When DC can be relieved, such as with a coupling capacitor, it's fine, and so you have many half-bridge applications that do this. When it can't, as in a push-pull converter, the inverter's fixed DC offset (determined by comparative timing of the two switches) is applied directly to the low-resistance primary, and currents can be quite high, comparable to reflected load current for example.
This feels different enough to the... Idunno, the less technical or in-depth, the more casual or informal? mind, that it seems to deserve its own term. Or perhaps the phrase originated with some author looking for a catchier title than "DC offset", and other authors found it similarly catchy enough to include, despite its shortcomings. Whatever the case, we're stuck with it, it isn't going away from historical references any time soon, and the best I can do in a post-"flux walking" world, is to hopefully innoculate readers against it, by explaining it, stopping to perform that critical analysis that's so often left without.

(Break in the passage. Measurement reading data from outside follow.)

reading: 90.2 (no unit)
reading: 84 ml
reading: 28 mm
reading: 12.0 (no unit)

Besides balanced timing (which you can only do so well before design variance is dominated by gate driver and MOSFET parameters), reducing duty cycle is a viable strategy: leaving the inverter open-circuit for a fraction of the cycle, effectively gives it a higher average drive impedance over the cycle. Mechanically what's happening is, the rising or falling edges are faster or slower depending on current at that phase, therefore there is some current-to-flux squishiness. This is further compromised in CCM, where load current clamps secondary voltage to zero during off-cycles, unless (secondary-referred) magnetization current exceeds load current (at which point you're probably running the transformer very close to or banging into saturation already?). In DCM, the transformer is allowed to be open-circuit (free ringdown) for a fraction of the cycle and therefore flux is always reset (give or take how much ringdown occurs, but if it's not banging into the supply rails, it's going to be a tiny fraction of load current).

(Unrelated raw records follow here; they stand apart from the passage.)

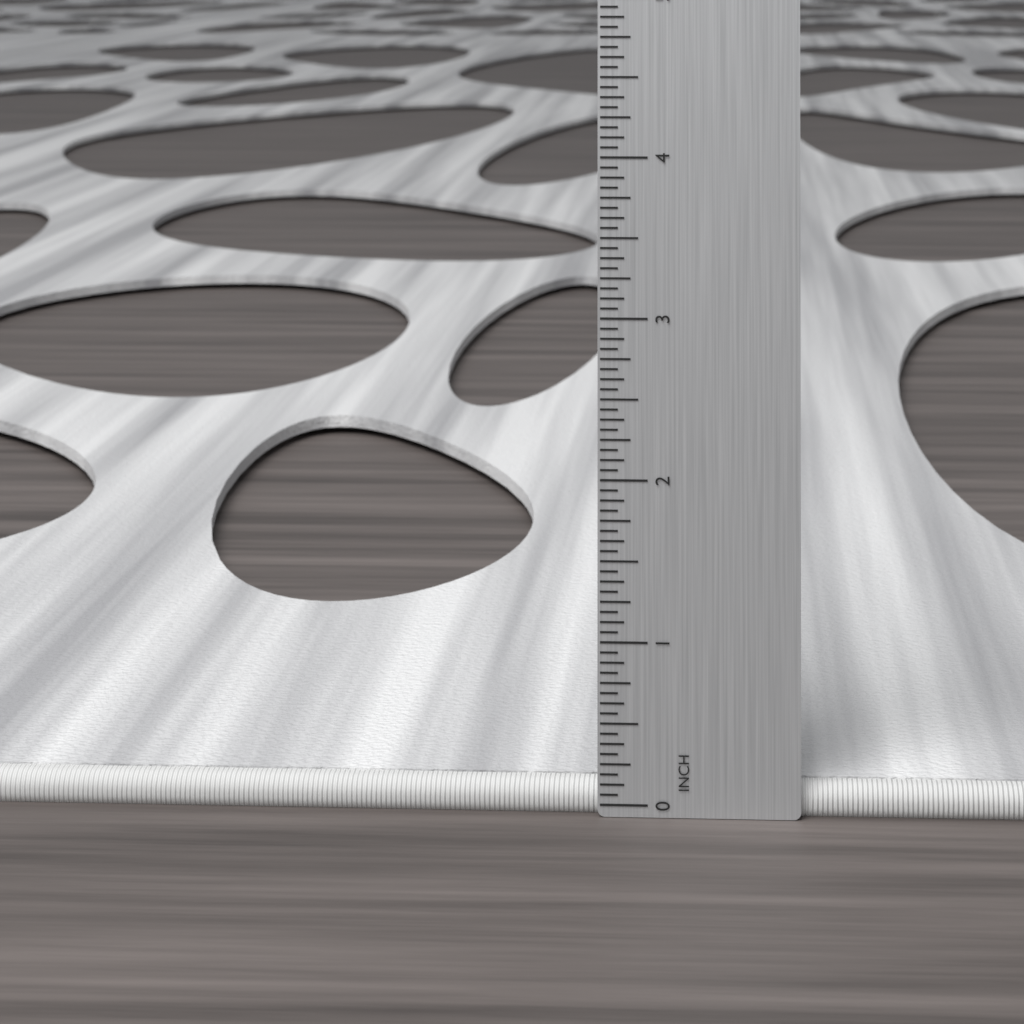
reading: 0.1250 in
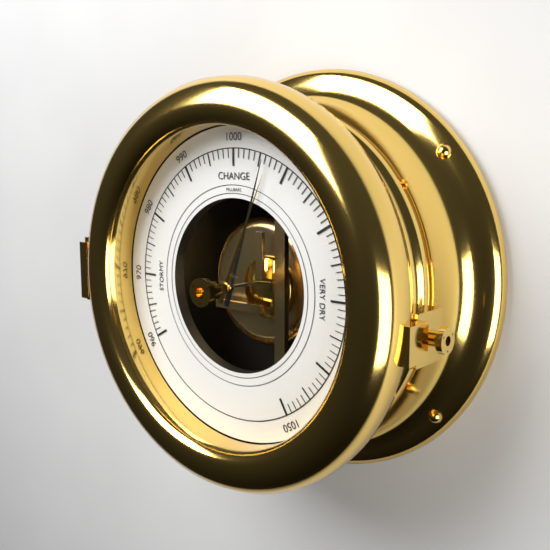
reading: 1006 mbar
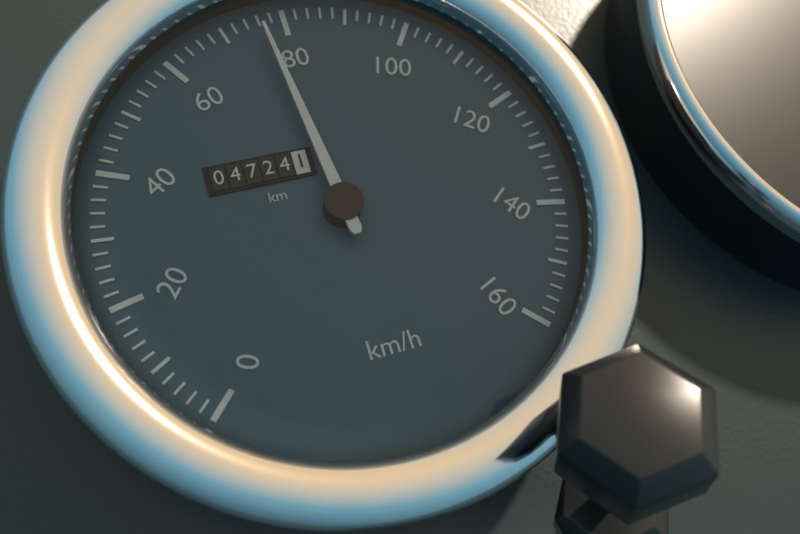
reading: 76 km/h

Two-switch forward, or one-switch with reset winding and catch diode, ensures reset by limiting duty cycle below 50%. With equal switch-on and reset voltages, this is exactly BCM; in practice, switch and diode voltage drops will take in less flux during the on-time and (potentially) deliver more flux during off-time, so there is guaranteed margin, even if the duty isn't limited to exactly 50%, but say 52 or 55% or something, might still be perfectly fine.